How do you like Patrick Reed now?
Say what you will about the golfer who brings out certain visceral emotions in the crowd, the kind that often requires a pro wrestler in a mask to evoke. Both at home and abroad.
Bring out all the media dredges and let them work long into the night to unearth the venal sins of his youth and the downed limbs of his family tree. It’s all there if you’d care to pick through the detritus.
> Photos: Final round of 82nd Masters Tournament
But put Reed on a golf course and you better recognize the utter insignificance of the clutter when all that matters to him is to trample any other player in his line of sight.
Might be time to reassess this guy.
Patrick Reed just might be as good as he thinks he is.
Playing with a lead, never losing it, wearing out the faltering and the hard-charging alike, Reed won the Masters Sunday employing the kind of steel he has used to build his reputation as a Ryder Cup hammer.
Reed shot his first over-60 round of the week Sunday – 71, the highest final-round score by a Masters champion since Angel Cabrera in 2009. He was still 15-under par for the week and one stroke better than Rickie Fowler, who is now just a second-place finish at the PGA Championship from a runner-up career grand slam.
What became of the fellow paired with Reed Sunday, the one going for the actual career slam, the one who a day earlier had suggested all the pressure was on his playing partner? Rory McIlroy was a hot mess. He shot 74 and was invisible by the turn. His putter betrayed him – McIlroy finished last in the field in strokes gained putting Sunday (where Reed was third) – and nobody gains ground here without that particular walking stick.

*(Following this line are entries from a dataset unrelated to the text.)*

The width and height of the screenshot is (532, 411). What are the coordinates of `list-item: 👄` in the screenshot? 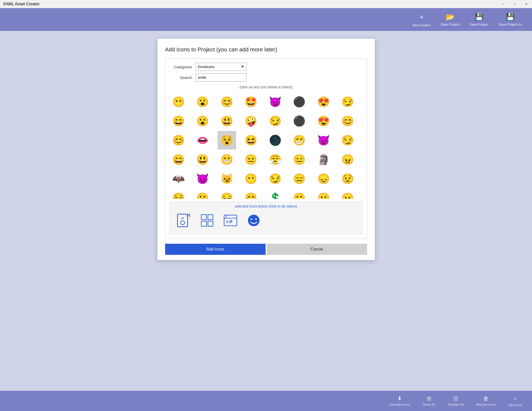 It's located at (203, 140). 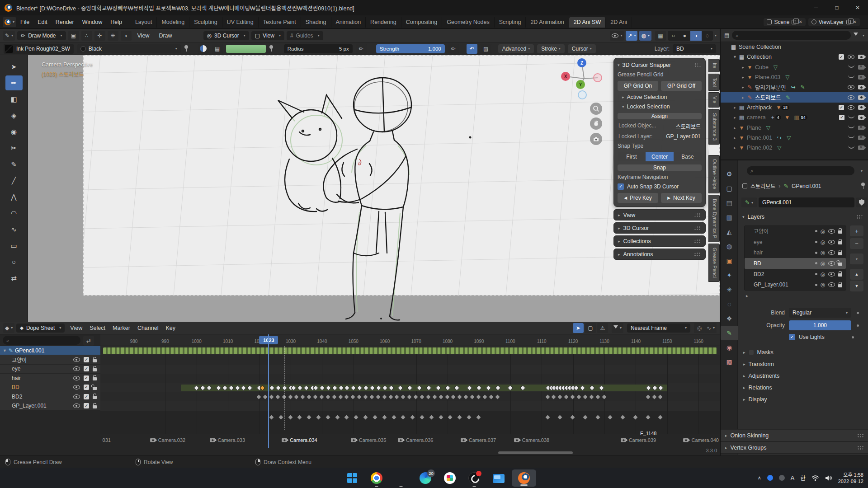 What do you see at coordinates (857, 259) in the screenshot?
I see `layer-specials-button: ▾` at bounding box center [857, 259].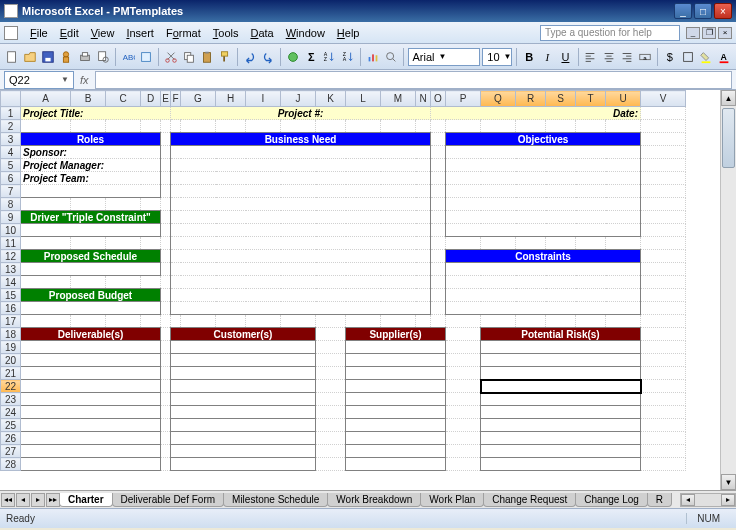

So much for the whole match-play Masters scenario.
It was up to those a lap down after Saturday’s third round to provide the necessary Sunday-at-the-Masters tingle.
Fowler had begun the day five back of Reed. When the time he put together his by-the-numbers birdie on No. 18 one group ahead of Reed – fairway, seven feet, Yahtzee – that made it imperative for Reed to par the last hole to win. This Reed did by sinking a nervy little four-footer.
The worst golf handicapper ever just may be Jordan Spieth, who made the grave mistake of underestimating himself. As he left the property Saturday, nine strokes between himself and the leader, he said, “I get to play one of my only stress-free rounds ever at Augusta National (Sunday). I get to enjoy the walk.”
“Well, the first few holes were stress-free,” he said at the close of the golfing business day Sunday.
Thank you, Jordan Spieth, for making the afternoon so much more intriguing. He came out of East Nowhere to send a great charge through Sunday's back nine. He had conquered his great nemesis, the par-3 12th, sinking a 27-foot birdie putt from just off the green. And when he made another snake on the par-3 16th, from 33 feet, he pulled into a momentary tie with Reed.
“I almost pulled off the impossible,” said Spieth, who finished at 13 under for the tournament, two back of Reed. The 2015 Masters champion, and twice a runner-up, shot 64, tying his lowest-ever round at Augusta National. So, tough to find fault in a closing bogey that needed to be a birdie in order to trouble Reed.
Wearing pink on the orders of his clothing sponsor rather than the Sunday red he had always worn in honor of Tiger Woods, Reed may have sartorially clashed with the green jacket. "It works," Reed insisted.
His game, without a doubt, suited the jacket nicely.
“You know, it’s just kind of one of those things that you expect trying to go win your first major, you know that people are going to make runs and it's not going to be easy,” Reed said. “You're going to have to go out and play a good round of golf and shoot under par.”
His day began inauspiciously, with a sloppy shot from a green-side bunker on No. 1 that eventually cost him a bogey. And on the par-5 second – he had been devouring the par-5s all week, going 13 under on the first 12 he played – he put up a very beige par. Meanwhile, McIlroy looked over a four-foot putt for eagle that would have vaulted him into a tie for the lead. He missed, and thereby provided a definition for the unlikely phrase “bad birdie.”
With all the commotion in front of him, with Fowler and Spieth whipping up the populace, Reed’s strength was in how he played the closing seven holes. Taking bogey on No. 11, Reed went 2-under the rest of the way. His par on 17 that he rescued from a tee shot in the trees was the definition of the phrase “very good par.”
And a two-putt from above the hole on No. 18 – “the fastest putt on the golf course,” Reed said – confirmed his place as a major champion.
That Reed listened to louder cheers for other players all day didn’t matter. “That's another thing that just kind of played into my hand,” he said, needing no one’s cheers.
Where once he was way premature in declaring himself a top-five player in the world back in 2014, those words now just ring as prophesy.
“You know, I stand by my comments,” he said, with the green jacket around him. “I feel like that I've played some golf that I need to play in order to get to where I want to be – and that's to be the best golfer in the world. The way you're going to do that is perform in these big events and to win these big events.”
So, really, how do like Patrick Reed now?